Bob Lewis
Columnist

A de-ethics pill?

analysis
Jan 13, 20054 mins

Dear Bob: I know that there were many letters and viewpoints on ethics in the past, but I have a (hopefully) simple question. No more debate about good and evil or right and wrong. But first a little background. I’ve been involved in several different projects with several different organizations with publicly funded budgets of more than $10 million. Every one has failed to live up to even the most modest expec

Dear Bob:

I know that there were many letters and viewpoints on ethics in the past, but I have a (hopefully) simple question. No more debate about good and evil or right and wrong. But first a little background. I’ve been involved in several different projects with several different organizations with publicly funded budgets of more than $10 million. Every one has failed to live up to even the most modest expectations in terms of the benefits received by the targeted constituencies. I’ve been on the technical side of these projects, high enough up the food chain to observe the cause and effect that predicated doom, but not high enough to avert it. We’ve successfully pushed the technical envelope on all of these projects but the unethical self-serving and egotistical actions of some of the people in positions of authority have snatched defeat from the mouth of victory. The result is that, to the detriment of my family, I’ve walked away from jobs that pay significantly more than I now make through my inability to work for “unethical” employers.

Now for the question:

Is there a matrix or formula or pill that can help me draw a line between what is unacceptably unethical and what is in my family’s best interest and should be swallowed even though it leaves a bad taste.

I saw a bumper sticker that read “I used to care, but now I take a pill for that”. I don’t want to stop caring, but I’m a little gaunt from jousting at windmills.

Sign me,

Euthanized by Ethics

Dear Euthanized …

There’s no magic pill. There isn’t even a magic formula. One perspective that might help is to remember who your customer is.

Not your company’s customer, department’s customer, or what have you. In a very real sense, you’re a service provider who has your employer as a client. So far as ethics are concerned, I look at it from the perspective of landscape architecture. If I was in that business and a client told me she wanted her lawn cut one-half-inch long and dyed purple, I’d have an ethical, or at least a professional obligation to say, “You need to know that doing this will, in a week or so, kill your entire lawn – I don’t think it’s a good idea.” If my client still wants to do it for some reason, what the heck – it’s her lawn, not mine, and I’ve warned her of the consequences.

If, on the other hand, my client asked that I dump a half-ton of arsenic on her lawn for some reason or other, I’d have an ethical (and legal) obligation to do nothing of the kind, since the result would be arsenic in the groundwater, a large risk of poisoning the neighbors’ children and pets, and so on.

How that fits is this: If your employer has decided on a course of action (and your employer’s decisions are simply the aggregate of the decisions made by everyone with the authority and inclination to do so) you’re violating no ethical rule I know of by following that course of action. Failing to do so is the more questionable course of action.

Which is to say, there’s a big difference, ethically, between a course of action likely to fail and one likely to do harm. The former is simply pointless – it’s the latter that’s unethical. (As for the shareholders, who are usually mentioned in this context – hey, they’re the owners. They’re supposed to make sure the right people are managing the company and making its decisions, not you. If they do a bad job of it, it isn’t your problem beyond the usual reasons that a shrinking company is a difficult employer.)

So the ethical test is whether the end-result of the action does no harm outside the company – to customers, bystanders, and fellow employees (who these days are clearly outside the company in most cases). If the course of action is illegal or immoral in your eyes, you should walk away.

There is, of course, a different test than the ethical one: The short-term benefit of gainful salary contrasted with the long-term cost of associating yourself with a train wreck. For reasons of enlightened self-interest, avoiding the wreck is usually a very good idea.

It isn’t a pill, but it may take some of the stress out of such things.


**What is being asked**. What is needed is an exact copy of the records below, minus any pictures.

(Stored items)
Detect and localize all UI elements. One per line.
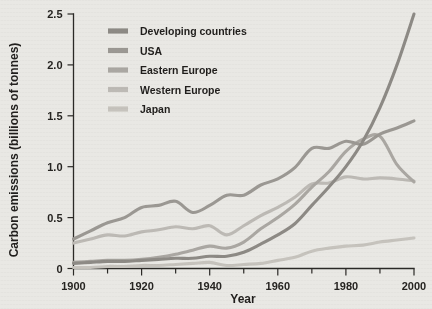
y-tick-label: 0.5 xyxy=(47,212,62,224)
legend-label: USA xyxy=(140,45,163,57)
y-axis-tick-labels: 00.51.01.52.02.5 xyxy=(47,8,62,275)
x-tick-label: 1940 xyxy=(197,280,221,292)
series-line-western-europe xyxy=(74,177,415,243)
x-tick-label: 1960 xyxy=(266,280,290,292)
legend-label: Eastern Europe xyxy=(140,64,218,76)
chart-legend: Developing countriesUSAEastern EuropeWes… xyxy=(108,25,247,115)
series-line-eastern-europe xyxy=(74,134,415,262)
y-tick-label: 1.0 xyxy=(47,161,62,173)
legend-label: Developing countries xyxy=(140,25,247,37)
y-tick-label: 2.5 xyxy=(47,8,62,20)
y-axis-title: Carbon emissions (billions of tonnes) xyxy=(7,43,21,258)
x-tick-label: 1920 xyxy=(129,280,153,292)
legend-label: Western Europe xyxy=(140,84,220,96)
chart-canvas: 00.51.01.52.02.5 19001920194019601980200… xyxy=(0,0,432,309)
y-tick-label: 1.5 xyxy=(47,110,62,122)
y-axis-tick-marks xyxy=(68,14,74,269)
x-tick-label: 1900 xyxy=(61,280,85,292)
x-tick-label: 2000 xyxy=(402,280,426,292)
legend-label: Japan xyxy=(140,103,170,115)
x-tick-label: 1980 xyxy=(334,280,358,292)
y-tick-label: 0 xyxy=(56,263,62,275)
y-tick-label: 2.0 xyxy=(47,59,62,71)
carbon-emissions-chart-figure: 00.51.01.52.02.5 19001920194019601980200… xyxy=(0,0,432,309)
x-axis-tick-labels: 190019201940196019802000 xyxy=(61,280,426,292)
x-axis-tick-marks xyxy=(74,269,415,276)
x-axis-title: Year xyxy=(230,292,256,306)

**Solution for this task**.
Detect and localize all UI elements. One per line.
y-tick-label: 0.5 xyxy=(47,212,62,224)
legend-label: USA xyxy=(140,45,163,57)
y-axis-tick-labels: 00.51.01.52.02.5 xyxy=(47,8,62,275)
x-tick-label: 1940 xyxy=(197,280,221,292)
series-line-western-europe xyxy=(74,177,415,243)
x-tick-label: 1960 xyxy=(266,280,290,292)
legend-label: Eastern Europe xyxy=(140,64,218,76)
chart-legend: Developing countriesUSAEastern EuropeWes… xyxy=(108,25,247,115)
series-line-eastern-europe xyxy=(74,134,415,262)
y-tick-label: 1.0 xyxy=(47,161,62,173)
legend-label: Developing countries xyxy=(140,25,247,37)
y-tick-label: 2.5 xyxy=(47,8,62,20)
y-axis-title: Carbon emissions (billions of tonnes) xyxy=(7,43,21,258)
x-tick-label: 1920 xyxy=(129,280,153,292)
legend-label: Western Europe xyxy=(140,84,220,96)
chart-canvas: 00.51.01.52.02.5 19001920194019601980200… xyxy=(0,0,432,309)
y-tick-label: 1.5 xyxy=(47,110,62,122)
y-axis-tick-marks xyxy=(68,14,74,269)
x-tick-label: 1900 xyxy=(61,280,85,292)
x-tick-label: 2000 xyxy=(402,280,426,292)
legend-label: Japan xyxy=(140,103,170,115)
x-tick-label: 1980 xyxy=(334,280,358,292)
y-tick-label: 0 xyxy=(56,263,62,275)
y-tick-label: 2.0 xyxy=(47,59,62,71)
carbon-emissions-chart-figure: 00.51.01.52.02.5 19001920194019601980200… xyxy=(0,0,432,309)
x-axis-tick-labels: 190019201940196019802000 xyxy=(61,280,426,292)
x-axis-tick-marks xyxy=(74,269,415,276)
x-axis-title: Year xyxy=(230,292,256,306)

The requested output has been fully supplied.